The surrendered commanders are currently being held at a secure location, undergoing profiling, debriefing and established operational procedures.

But the commanders weren’t alone in waving the white flag.

“Within the last week alone, a total of 76 terrorist foot soldiers, along with some of their family members, surrendered to troops,” Goni revealed — a number that signals something deeper than individual exhaustion. It points to structural collapse within ISWAP’s ranks.

Goni described the wave of surrenders as direct evidence of a military strategy working on multiple fronts simultaneously.

“These operational gains demonstrate the effectiveness of the Nigerian military’s comprehensive counter-terrorism and counter-insurgency strategy, combining precision combat operations, intelligence-led engagements and coordinated joint efforts with partners,” he stated.

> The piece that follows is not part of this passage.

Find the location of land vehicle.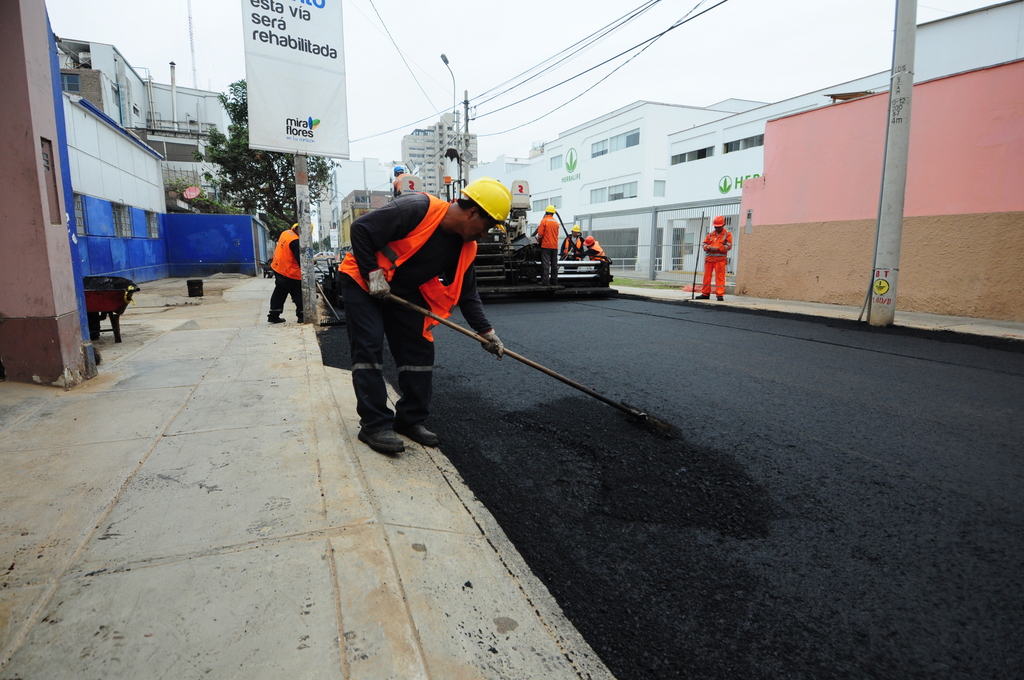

The Theatre Command framed the development as part of a deliberate, sustained campaign designed not just to kill terrorists but to dismantle the networks that sustain them — disrupting command chains, choking logistics pipelines and denying insurgents the freedom of movement they once enjoyed across the region.

The timing carries weight. Senior commanders surrendering suggests the military’s intelligence operations have hit close enough to leadership circles to make staying in the bush feel more dangerous than walking into Nigerian Army custody.

For communities in Borno, Yobe and Adamawa — communities that have bled for over a decade under Boko Haram and ISWAP — the news offers a rare, cautious flicker of hope.

The forest is getting smaller. And the commanders know it.